Normally I find preschools to be fairly easy in a short time setting, as they are typically fairly good at wanting to follow the rules and eager to please. The opposite side to that is they tend to find their own ways to “help” if you don’t provide them with options. Things such as trying to give the cat a bath, trying to clean other things in water that shouldn’t be cleaned in water, etc.
I know that when I was a child, I would normally get in trouble for things I would do for curiousity rather than malice. Even a teenager’s brain doesn’t always have the experience or wisdom to catch on to an outcome that adult me normally can see. For instance, making more flames in a citronella candle does not help keep the mosquitoes away and instead just completely melts the candle. Also a torch is not just a stick set on fire at one end, but involves cloth and oil. That was how I got banned from playing with fire by my friends. Didn’t catch anything else on fire other than the candle and stick, so I was lucky that there was no harm done.
Or like how 14-year-old-me thought “electricity bills are stupid! Why do grownups even bother?? When I get a house I’m gonna replace all the lights with TORCH BRACKETS on the walls! I’m a GENIUS!!”
36-year-old me, however, realizes this would be not only an insurance and fire hazard nightmare, but there’d be nowhere for the smoke to go and the smell…
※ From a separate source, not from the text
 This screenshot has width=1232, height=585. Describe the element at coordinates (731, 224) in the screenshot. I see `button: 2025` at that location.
Also, torches still cost money.
There are a lot of people that still use woodstoves for “cheap affordable” heat, even though they live in a mountain valley and get a lot of inversion. I don’t find the health issues that everyone gets from breathing in the smoke during inversions to be cheap or affordable. If you live in an area where they recommend limiting driving on bad inversion days, I personally think that allowing any fires (outside or inside for heating) should be illegal. It’s not just your health at that point.
Just to add:
From what I’ve read, it’s best (despite the difficulties) to help them learn how to do these things properly rather than outright forbid them from helping, if it’s a practical option. In the long run, children who are encouraged to be helpful tend to become more cooperative and better connected with their families, apparently, as well as being more self-sufficient (you won’t always be there to do thing for them, even if you want to); by contrast, training a child to depend on others to do everything for them has some pretty obvious long-term downsides.
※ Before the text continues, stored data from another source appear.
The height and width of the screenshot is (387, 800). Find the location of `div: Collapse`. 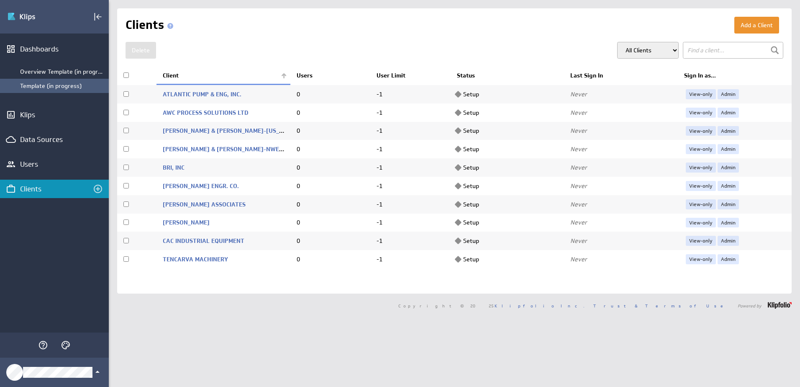

div: Collapse is located at coordinates (98, 17).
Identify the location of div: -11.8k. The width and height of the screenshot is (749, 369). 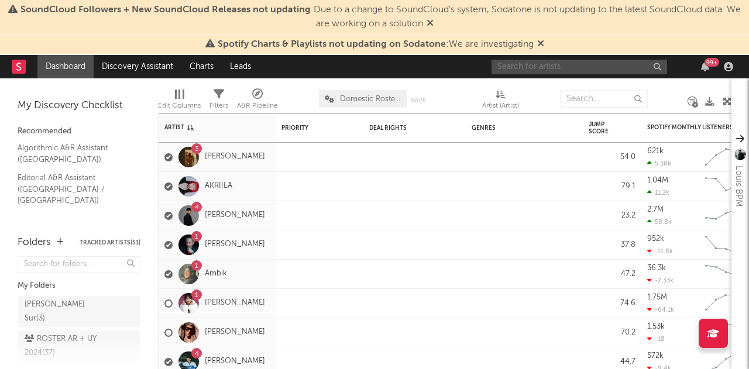
(660, 251).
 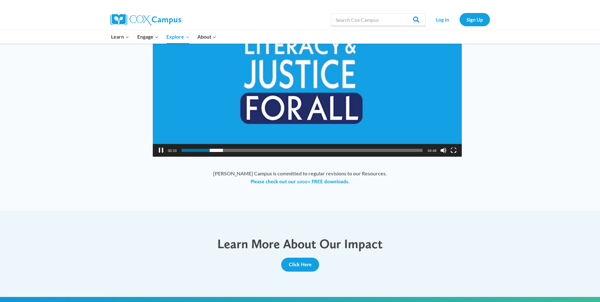 What do you see at coordinates (161, 150) in the screenshot?
I see `button: Pause` at bounding box center [161, 150].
Of course, it can add a lot of work in the short term.
It’s definitely a challenge! My twins are 4 and their help makes everything take twice as long. But my personal least favorite stage is the early toddler bit. There’s about a year from 16 months to just before 2.5 years where they’re learning new things every day and they’re constantly surprising you. Most of the time it’s amazing and adorable but sometimes you have a suicidal ninja on your hands and that ninja is utterly pissed that you won’t let them just die already. It was extra bad with my twins because they learned early to split up so you could only physically pull one away from their mischief. Their own grandmother refused to babysit them over it for a time because of an incident where, in her words, “I’m sorry your son ate the dog food but I was busy keeping your daughter from licking the electrical outlet” and I just said “good choice and no worries, this is totally their usual bit, he gets in the cat food at home so often that we’ve just started calling it ‘meat cereal’ and she’s always after cords to bite them so we call those ‘spicy pasta’.”
Okay, show of hands. Who saw the FWUMSH and thought it was the girls writing out the letters in the air?
You’re the one who tempted Fate, Pohl, this one’s on you.